Israel has canceled a plan to deport African migrants to Africa after reaching an agreement with the U.N. refugee agency to send more than 16,000 migrants to Western countries instead.

The new deal would be implemented in three stages over five years. Under terms of the agreement, many African migrants remaining in Israel will be integrated and granted official status.

The deal lifts the threat of a forced expulsion to unnamed African destinations, widely believed to be Rwanda and Uganda, with whom Israel has reached a secret agreement.

A migrant from Eritrea gestures during a protest in Israel. REUTERS

The Africans, nearly all from dictatorial Eritrea and war-torn Sudan, say they fled for their lives and faced renewed danger if they returned. Israel has said it considers the vast majority of the 35,000-40,000 migrants to be job seekers and has said it has no legal obligation to keep them.

Critics at home and in particular, the Jewish community in the United States have called the government’s proposed response unethical and a stain on Israel’s image as a refuge for Jewish migrants.

As the world grapples with the worst refugee crisis since World War II, the issue has struck a raw nerve in Israel — established in the aftermath of the Holocaust.

The optics of black asylum seekers accusing the country of racism has turned into a public relations liability for Israel, and groups of Israeli doctors, academics, poets, Holocaust survivors, rabbis and pilots have all appealed to halt the plan.  Israeli nationalists, on the other hand have pressured the Benjamin Netanyahu’s right-wing government to expel the migrants.
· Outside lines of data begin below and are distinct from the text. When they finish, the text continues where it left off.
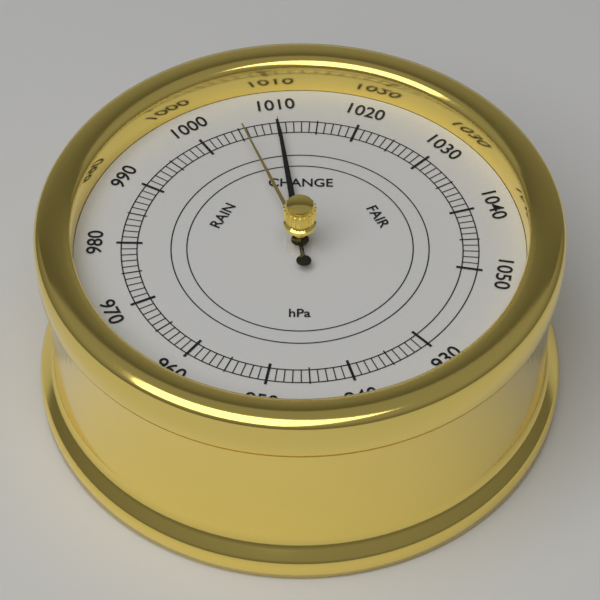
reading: 1010 hPa
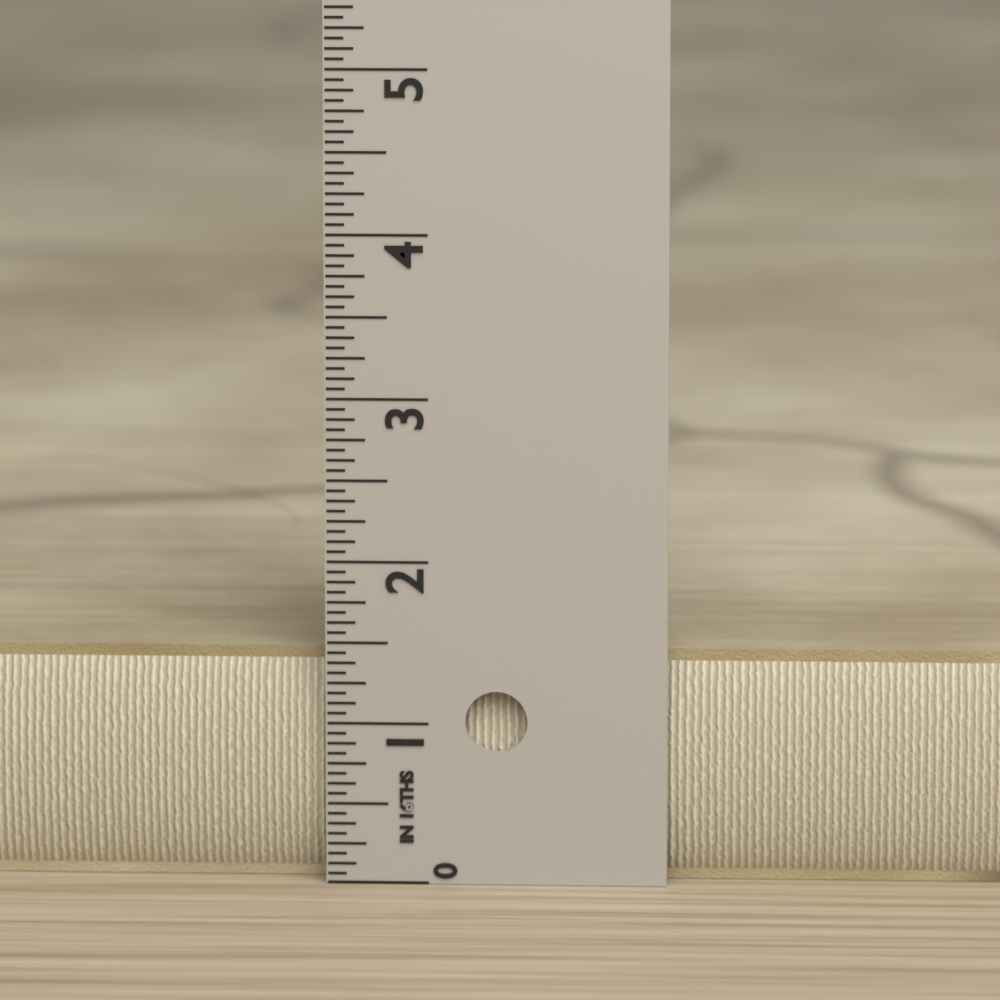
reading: 1.4375 in
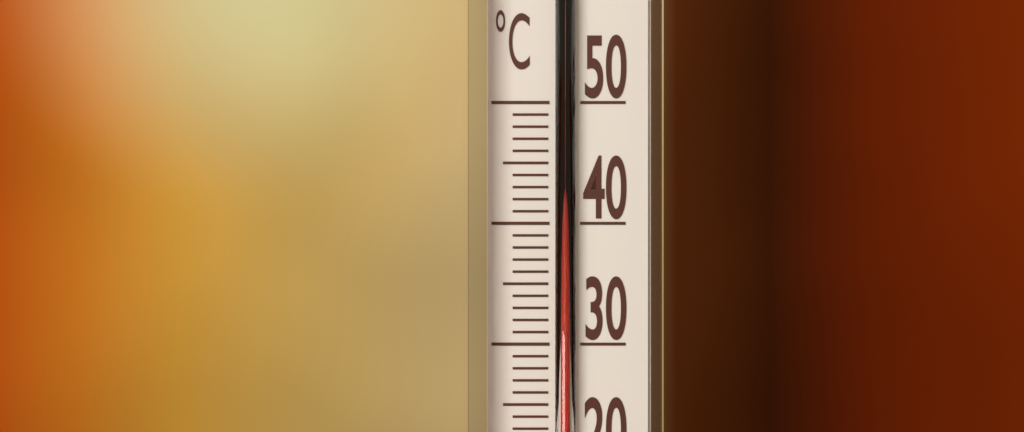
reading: 41.8 °C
Before Monday’s announcement, the Israeli president had remained determined to deport African migrants and dismissed what he said were cynical comparisons to the plight of Jews in Nazi Germany.

Africans started moving toward Israel in 2005, after neighboring Egypt violently quashed a refugee demonstration and word spread of safety and job opportunities in Israel.

The U.N.’s refugee agency had urged Israel to reconsider its original plan, saying migrants who have relocated to sub-Saharan Africa in the past few years were unsafe and ended up on the perilous migrant trail to Europe, some suffering abuse, torture and even dying on the way.

A fence Israel has built over the past few years along its border with Egypt has all but stopped African migrants from entering the country illegally.
Since 2005, prior to which the border had been porous, a total of 64,000 Africans had made it to Israel, although thousands have since left.